What is Knee Pain?
Hip and knee pain can appear as either separate or combined phenomena. The hip is a ball-and-socket joint that relies on a number of strong muscles and other tissues to keep it mobile and stable as it supports the weight of your upper body. The knee is more of a hinge joint, generally confining itself to forward and backward motion. It must support even more weight than the hip joint while also allowing you to run, dance, walk, or stand.
Pain in either of these joints may originate in the joint itself, or it may be referred from another part of the body. A problem in the hip joint can transmit pain signals to the knee and vice versa. Since the knees and hips are both parts of your kinetic chain (the chain of weight-bearing joints that must work together for correct posture), an imbalance in one joint may create undue stress and deterioration in the other.

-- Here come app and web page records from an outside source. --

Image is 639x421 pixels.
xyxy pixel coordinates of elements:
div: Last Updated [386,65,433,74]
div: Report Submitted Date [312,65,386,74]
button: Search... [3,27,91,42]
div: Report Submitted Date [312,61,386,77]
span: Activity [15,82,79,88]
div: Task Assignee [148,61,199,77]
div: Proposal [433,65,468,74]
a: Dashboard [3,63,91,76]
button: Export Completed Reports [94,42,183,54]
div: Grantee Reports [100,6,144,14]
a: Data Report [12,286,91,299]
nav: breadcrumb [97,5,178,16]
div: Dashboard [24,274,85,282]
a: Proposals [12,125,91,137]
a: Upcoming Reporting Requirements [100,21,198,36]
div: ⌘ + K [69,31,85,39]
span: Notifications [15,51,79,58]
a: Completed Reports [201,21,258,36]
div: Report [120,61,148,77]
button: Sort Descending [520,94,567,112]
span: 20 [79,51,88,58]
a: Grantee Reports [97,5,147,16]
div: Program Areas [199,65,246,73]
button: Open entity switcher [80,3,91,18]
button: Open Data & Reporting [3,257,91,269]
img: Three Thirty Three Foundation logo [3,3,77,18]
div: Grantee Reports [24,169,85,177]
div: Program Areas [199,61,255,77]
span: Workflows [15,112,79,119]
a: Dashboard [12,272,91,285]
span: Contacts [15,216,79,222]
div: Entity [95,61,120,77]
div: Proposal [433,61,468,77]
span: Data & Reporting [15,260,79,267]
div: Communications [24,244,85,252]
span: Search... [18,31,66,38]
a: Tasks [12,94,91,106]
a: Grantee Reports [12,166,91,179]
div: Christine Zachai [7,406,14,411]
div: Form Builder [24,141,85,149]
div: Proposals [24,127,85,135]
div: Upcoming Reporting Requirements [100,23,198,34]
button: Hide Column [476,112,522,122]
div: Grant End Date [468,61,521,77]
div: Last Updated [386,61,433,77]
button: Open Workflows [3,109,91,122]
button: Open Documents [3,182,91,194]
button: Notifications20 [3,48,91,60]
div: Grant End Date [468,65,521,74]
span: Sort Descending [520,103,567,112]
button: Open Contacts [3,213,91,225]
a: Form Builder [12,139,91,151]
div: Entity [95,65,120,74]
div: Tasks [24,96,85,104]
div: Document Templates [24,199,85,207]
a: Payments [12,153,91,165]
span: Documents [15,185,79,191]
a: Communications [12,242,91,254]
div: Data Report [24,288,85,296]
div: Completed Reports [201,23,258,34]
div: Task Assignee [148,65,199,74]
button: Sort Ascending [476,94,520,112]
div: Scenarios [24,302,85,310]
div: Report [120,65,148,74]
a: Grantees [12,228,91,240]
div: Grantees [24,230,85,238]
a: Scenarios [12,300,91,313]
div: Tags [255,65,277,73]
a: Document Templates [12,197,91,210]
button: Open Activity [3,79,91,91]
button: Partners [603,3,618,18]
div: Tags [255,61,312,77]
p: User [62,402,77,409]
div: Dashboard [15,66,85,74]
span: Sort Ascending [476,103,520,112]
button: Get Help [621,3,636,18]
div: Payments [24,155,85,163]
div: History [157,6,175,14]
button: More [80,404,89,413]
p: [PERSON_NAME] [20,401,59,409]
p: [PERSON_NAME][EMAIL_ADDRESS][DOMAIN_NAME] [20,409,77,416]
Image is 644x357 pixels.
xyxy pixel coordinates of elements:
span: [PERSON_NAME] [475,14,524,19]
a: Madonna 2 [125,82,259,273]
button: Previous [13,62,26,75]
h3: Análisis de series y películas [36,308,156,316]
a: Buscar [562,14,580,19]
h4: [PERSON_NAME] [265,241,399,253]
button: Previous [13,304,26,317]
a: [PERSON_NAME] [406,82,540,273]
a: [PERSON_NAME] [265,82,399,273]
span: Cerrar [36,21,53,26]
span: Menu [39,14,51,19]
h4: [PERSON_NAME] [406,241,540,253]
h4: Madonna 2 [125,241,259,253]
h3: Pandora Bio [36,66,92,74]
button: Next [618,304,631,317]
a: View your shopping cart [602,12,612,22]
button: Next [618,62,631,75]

Dr. Ried explaining Knee Pain
How Physical Therapy can Help Knee Pain
Physical therapy can often relieve (or greatly reduce) hip and knee pain, sparing you the need for medication or surgical correction. In addition to examining the hip and/or knee itself for signs of structural damage or misalignment, our Fort Worth physical therapists will also study your posture, stance, gait, and pain-free range of motion. Our physical therapists can then prescribe the right forms of physical therapy to help normalize joint function and relieve unnatural stresses and strains.

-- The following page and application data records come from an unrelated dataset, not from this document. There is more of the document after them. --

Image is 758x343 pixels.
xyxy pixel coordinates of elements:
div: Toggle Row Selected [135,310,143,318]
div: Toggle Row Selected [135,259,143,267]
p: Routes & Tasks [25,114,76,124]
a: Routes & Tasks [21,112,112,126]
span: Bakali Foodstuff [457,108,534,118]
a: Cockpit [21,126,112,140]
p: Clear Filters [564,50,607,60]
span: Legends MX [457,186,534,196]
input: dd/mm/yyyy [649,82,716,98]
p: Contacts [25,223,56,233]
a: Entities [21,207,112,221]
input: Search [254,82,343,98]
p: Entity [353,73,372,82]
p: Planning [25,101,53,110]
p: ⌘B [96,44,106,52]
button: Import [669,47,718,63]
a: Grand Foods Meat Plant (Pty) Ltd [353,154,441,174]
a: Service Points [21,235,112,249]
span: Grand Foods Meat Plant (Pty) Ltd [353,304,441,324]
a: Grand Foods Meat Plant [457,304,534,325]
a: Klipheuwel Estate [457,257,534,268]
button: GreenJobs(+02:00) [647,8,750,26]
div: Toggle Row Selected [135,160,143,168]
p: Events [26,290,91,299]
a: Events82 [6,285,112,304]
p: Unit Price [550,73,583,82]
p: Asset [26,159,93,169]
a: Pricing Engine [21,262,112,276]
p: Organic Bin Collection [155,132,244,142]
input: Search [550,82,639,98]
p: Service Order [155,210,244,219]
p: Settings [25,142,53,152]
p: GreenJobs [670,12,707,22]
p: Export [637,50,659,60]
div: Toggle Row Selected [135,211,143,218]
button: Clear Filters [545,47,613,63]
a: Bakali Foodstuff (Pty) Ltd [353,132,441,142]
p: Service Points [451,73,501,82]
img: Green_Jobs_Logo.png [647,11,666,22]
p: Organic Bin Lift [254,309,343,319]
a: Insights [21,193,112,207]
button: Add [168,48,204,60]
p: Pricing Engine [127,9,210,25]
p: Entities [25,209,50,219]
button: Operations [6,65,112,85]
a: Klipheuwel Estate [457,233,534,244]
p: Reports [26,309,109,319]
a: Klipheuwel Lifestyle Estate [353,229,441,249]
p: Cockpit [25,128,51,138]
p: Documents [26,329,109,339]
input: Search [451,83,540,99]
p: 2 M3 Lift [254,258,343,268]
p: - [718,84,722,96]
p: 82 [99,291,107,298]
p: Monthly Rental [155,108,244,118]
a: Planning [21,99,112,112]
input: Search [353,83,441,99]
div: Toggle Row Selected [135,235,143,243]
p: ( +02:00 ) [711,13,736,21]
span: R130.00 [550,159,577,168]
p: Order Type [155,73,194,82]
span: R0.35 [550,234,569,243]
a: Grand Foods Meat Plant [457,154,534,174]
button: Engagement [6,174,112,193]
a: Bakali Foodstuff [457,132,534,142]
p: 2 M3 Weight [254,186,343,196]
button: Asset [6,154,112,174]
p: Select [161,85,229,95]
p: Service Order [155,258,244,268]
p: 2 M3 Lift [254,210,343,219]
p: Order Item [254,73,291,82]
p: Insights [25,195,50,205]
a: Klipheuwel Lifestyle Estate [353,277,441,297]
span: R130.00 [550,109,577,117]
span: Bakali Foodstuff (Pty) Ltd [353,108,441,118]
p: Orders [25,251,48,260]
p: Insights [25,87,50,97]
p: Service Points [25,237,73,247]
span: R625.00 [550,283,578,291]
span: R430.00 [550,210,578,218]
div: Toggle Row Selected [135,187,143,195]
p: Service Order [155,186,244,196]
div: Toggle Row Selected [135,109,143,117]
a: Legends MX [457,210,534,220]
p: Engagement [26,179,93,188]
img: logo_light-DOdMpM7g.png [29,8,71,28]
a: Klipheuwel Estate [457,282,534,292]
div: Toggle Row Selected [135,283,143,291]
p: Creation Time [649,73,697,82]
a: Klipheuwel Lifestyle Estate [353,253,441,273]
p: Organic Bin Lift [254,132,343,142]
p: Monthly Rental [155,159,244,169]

Exercises can help stabilize weak hip and knee tissues, potentially relieving pain in both joints. For example, research has shown that kneecap pain responds better to a combination of hip and knee strengthening exercises than it does to knee exercises alone. Exercises designed to strengthen your core (including lower abdominal, pelvic, and lower back muscle groups) can straighten your posture, equalizing the weight load on both sides of the body. Massage, heat, ice, laser therapy, and other soft tissue treatments can help promote healing and ease pain in damaged hip or knee tissues.